Re: Ghost in the Shell (2017)
Regardless, the manga publishers gave their okay on this (and even said they didn't have a Japanese actress in mind for the Major anyway) and whether you believe them or not is up to you. To me, this particular film isn't a race issue but a star one.
And yet the evidence mounts up as a race issue, intentional or not. It is institutionalized and internalized in Hollywood. It's not a conscious thing they do, but something they have learned to do over almost 100 years because of how movies first started out.
https://www.facebook.com/Vox/videos/510428462478094/
The examples in that comment you linked are weak. People most certainly did voice their complaints over AoT's Japanese adaption, but there still remains a key difference between Japan and the United States: Japan is majority Japanese whereas the United States is ethnically diverse. In Japan it isn't exactly easy to find non-Japanese actors who speak Japanese fluently, and even when they do those actors tend to actually be foreigners they hired from government agencies across Japan who have taken in expats. These are usually people who have never acted a day in their lives but are hired because they are convenient and all they really have.

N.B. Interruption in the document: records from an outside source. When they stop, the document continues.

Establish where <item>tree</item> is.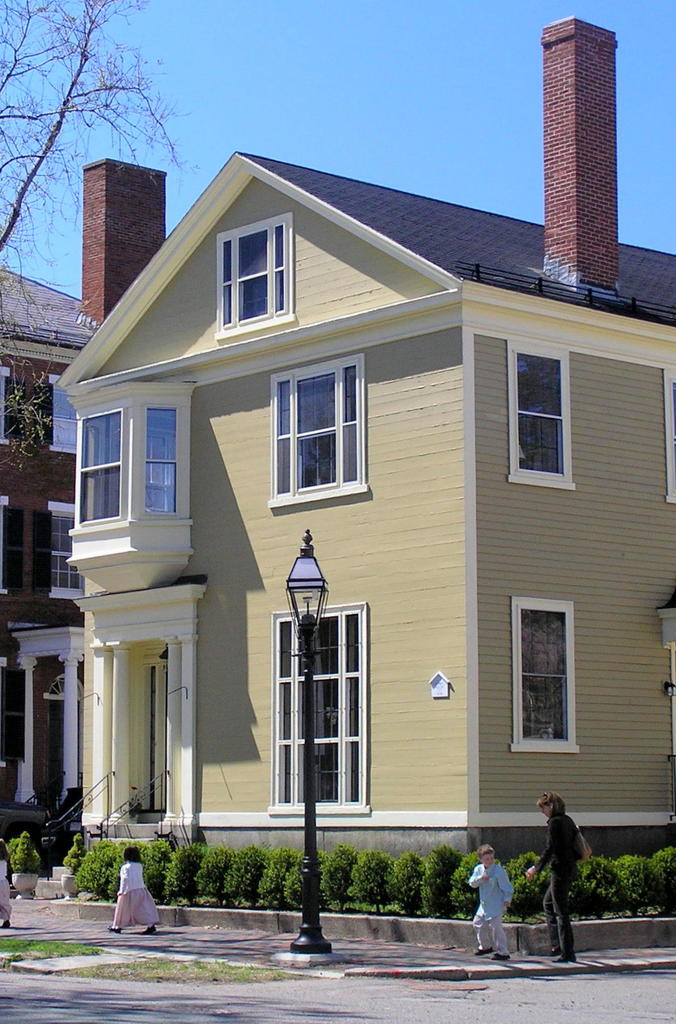
Established at bbox(0, 0, 202, 478).
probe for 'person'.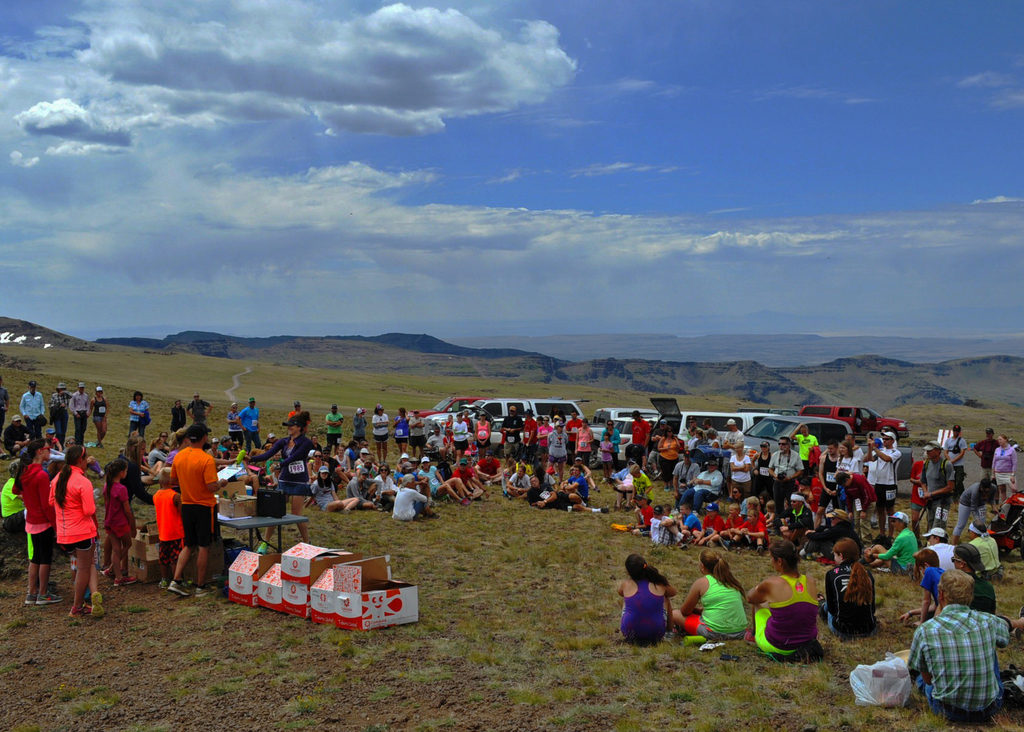
Probe result: [502,403,528,444].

In the United States, there are plenty of Asian actors out there that only remain unknown for the fact that Hollywood doesn't hire them, and there is no excuse not to hire them.
The argument that ScarJo was hired to fill seats falls flat in my opinion because once upon a time ScarJo was not a known actress. Somebody had to give her a chance to play in a film for her to become famous. ScarJo doesn't even sell internationally. Besides the Marvel films, films she has been in did not have very strong international box-office numbers.
And think of all of the films that have 1) had Asian actors and 2) did not have box office names but became well known. Pacific Rim comes to mind instantly as one such film that did well despite not having the most famous actors out there to sell the film. Idris Elba certainly wasn't a seat filler at that time in his career, but after the film he definitely started growing in popularity.
"nothing about the plot is inherently japanese"
Ghost in the Shell was born of the era when Japan was the leading country for technology, and it plays into the idea of a futuristic Japan where cybercrime is one of the country's worst issues.
"Sure it took place in Japan, but so?"
So if I decided to adapt The Great Gatsby, but based it in 1920's India, that's cool? I mean, sure it took place in America, but so? That "dream" thing in the plot is not really inherently American.
"If you removed the name Mokogo Kusanagi, and called her by the name most people who watch the anime call her (Major) no one would know any better."
By changing her name, that essentially is erasing a part of who she is. She isn't just "the Major" but she IS Motoko Kusanagi. That is her name. That is her identity. She is a Japanese woman who has a cybernetic body. She grew up in Japan, lived in Japan, was Japanese in all ways except for the fact that her body was not organic.